There is a short-term trap worth naming. A study from NYU and Emory, covered by Design Week in March 2026, found fully AI-generated ads can beat human-made ones on click-through rates by up to 19%. It is tempting to read that as proof the machine should run the brand. But click-through rate measures a single moment of attention, not preference, loyalty or the willingness to choose you again unprompted. Optimising everything for what performs this week is how a brand ends up bland and, eventually, forgettable.

How do you build a brand that is distinctive and still works everywhere?

You build it distinctive at the core and adaptive at the edges, rather than flattening the whole thing to fit every surface. This is the premise of Future-Focused Branding (FFB), HRZN's methodology for brands that need to hold their meaning while everything around them changes.

Blanding treats consistency and distinctiveness as opposites, so it trades one away for the other. FFB treats them as separate jobs handled by separate parts of the system. The Brand Sphere holds what is fixed: the distinctive core that must never dissolve into the category average, the assets and associations a machine and a person both use to know it is you. Around it, the four states of the Brand Cycle (Define, Adapt, Evolve and Refine) let the expression move with context, market and channel without touching that core.

Five Brand Principles keep the system honest as it scales: Scalability, Modularity, Adaptability, Evolution-Readiness and Platform-Agnosticism. Platform-Agnosticism is the one that matters most here. It means a brand should carry its distinctiveness onto any surface, including an AI-generated answer, rather than deforming to suit each one. That is the precise opposite of blanding, which lets the platform set the terms and quietly erodes the brand to match.

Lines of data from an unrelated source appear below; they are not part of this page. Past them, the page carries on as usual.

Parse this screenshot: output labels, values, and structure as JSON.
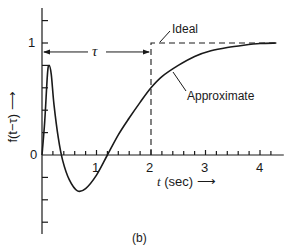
{
  "chart_data": {
    "type": "line",
    "title": "",
    "panel_label": "(b)",
    "xlabel": "t (sec)",
    "ylabel": "f(t−τ)",
    "xlim": [
      0,
      4.4
    ],
    "ylim": [
      -0.7,
      1.3
    ],
    "x_ticks": [
      0,
      1,
      2,
      3,
      4
    ],
    "x_tick_labels": [
      "0",
      "1",
      "2",
      "3",
      "4"
    ],
    "x_minor_tick_step": 0.2,
    "y_tick_labels": [
      "0",
      "1"
    ],
    "y_minor_tick_step": 0.2,
    "grid": false,
    "annotation_tau": {
      "label": "τ",
      "from": 0,
      "to": 2,
      "y": 0.92
    },
    "series": [
      {
        "name": "Ideal",
        "style": "dashed",
        "x": [
          0,
          2,
          2,
          4.4
        ],
        "y": [
          0,
          0,
          1,
          1
        ]
      },
      {
        "name": "Approximate",
        "style": "solid",
        "x": [
          0,
          0.05,
          0.1,
          0.13,
          0.17,
          0.22,
          0.3,
          0.38,
          0.5,
          0.65,
          0.8,
          1.0,
          1.2,
          1.4,
          1.6,
          1.8,
          2.0,
          2.2,
          2.5,
          2.8,
          3.1,
          3.4,
          3.7,
          4.0,
          4.3
        ],
        "y": [
          0,
          0.3,
          0.72,
          0.8,
          0.72,
          0.45,
          0.15,
          -0.05,
          -0.22,
          -0.32,
          -0.3,
          -0.18,
          0.0,
          0.18,
          0.33,
          0.47,
          0.6,
          0.7,
          0.8,
          0.88,
          0.93,
          0.96,
          0.98,
          0.995,
          1.0
        ]
      }
    ],
    "legend": [
      "Ideal",
      "Approximate"
    ],
    "legend_position": "inline callouts"
  },
  "labels": {
    "x_axis": "t",
    "x_axis_unit": "(sec)",
    "y_axis": "f(t−τ) ⟶",
    "tau": "τ",
    "ideal": "Ideal",
    "approximate": "Approximate",
    "panel": "(b)",
    "x_ticks": [
      "1",
      "2",
      "3",
      "4"
    ],
    "y_tick_0": "0",
    "y_tick_1": "1"
  }
}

Technology is not the enemy in this. The same creative code and live systems that let a brand flex by audience, location or moment can be used to express personality more richly, not less. The danger, as Design Week noted, is that most brands will use these tools to optimise for sameness rather than expression. The tools are neutral. The brief is not.

Conclusion

Blanding is what happens when a brand mistakes being legible to the machine for being chosen by it. Those are not the same thing. Machines and people both reach for what is distinctive and what means something specific, which is why the flattened, category-average brand loses on both counts at once.

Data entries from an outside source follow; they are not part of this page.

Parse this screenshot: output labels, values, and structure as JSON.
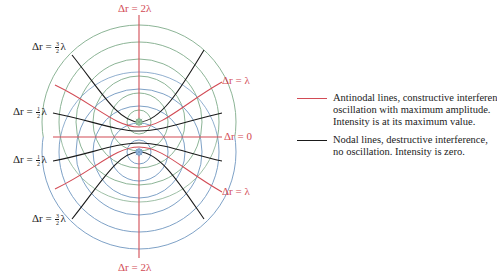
{
  "figure": {
    "colors": {
      "antinodal": "#d24b55",
      "nodal": "#1a1a1a",
      "source1_waves": "#7fab8a",
      "source2_waves": "#6f96c0"
    },
    "sources": [
      {
        "name": "source-upper",
        "color": "#7fab8a"
      },
      {
        "name": "source-lower",
        "color": "#6f96c0"
      }
    ]
  },
  "labels": {
    "top": "Δr = 2λ",
    "bottom": "Δr = 2λ",
    "right_upper": "Δr = λ",
    "right_center": "Δr = 0",
    "right_lower": "Δr = λ",
    "left_upper_outer": {
      "prefix": "Δr = ",
      "num": "3",
      "den": "2",
      "suffix": "λ"
    },
    "left_upper_inner": {
      "prefix": "Δr = ",
      "num": "1",
      "den": "2",
      "suffix": "λ"
    },
    "left_lower_inner": {
      "prefix": "Δr = ",
      "num": "1",
      "den": "2",
      "suffix": "λ"
    },
    "left_lower_outer": {
      "prefix": "Δr = ",
      "num": "3",
      "den": "2",
      "suffix": "λ"
    }
  },
  "legend": {
    "antinodal": {
      "lines": [
        "Antinodal lines, constructive interferen",
        "oscillation with maximum amplitude.",
        "Intensity is at its maximum value."
      ]
    },
    "nodal": {
      "lines": [
        "Nodal lines, destructive interference,",
        "no oscillation. Intensity is zero."
      ]
    }
  }
}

The brands that will be found in the AI era are the ones that still look like something, sound like something and stand for something, and that hold that core steady while the expression around it adapts. If you are not sure whether your brand has been quietly sanding off its own edges, that is worth an honest look before the next redesign, not after. Getting in touch is a good place to start.

01

Blanding is the flattening of a brand into a clean, generic, algorithm-friendly version of itself, and it costs recognition, pricing power and memorability all at once.

02

AI discovery rewards distinctive, meaningful brands rather than safe ones, because a large language model surfaces the names with the clearest, most specific associations, not the smoothest edges.

03

Only around 15% of brand assets are truly distinctive, so most brands are already closer to the category average than they think, which is the worst place to stand when a machine is naming just a few brands.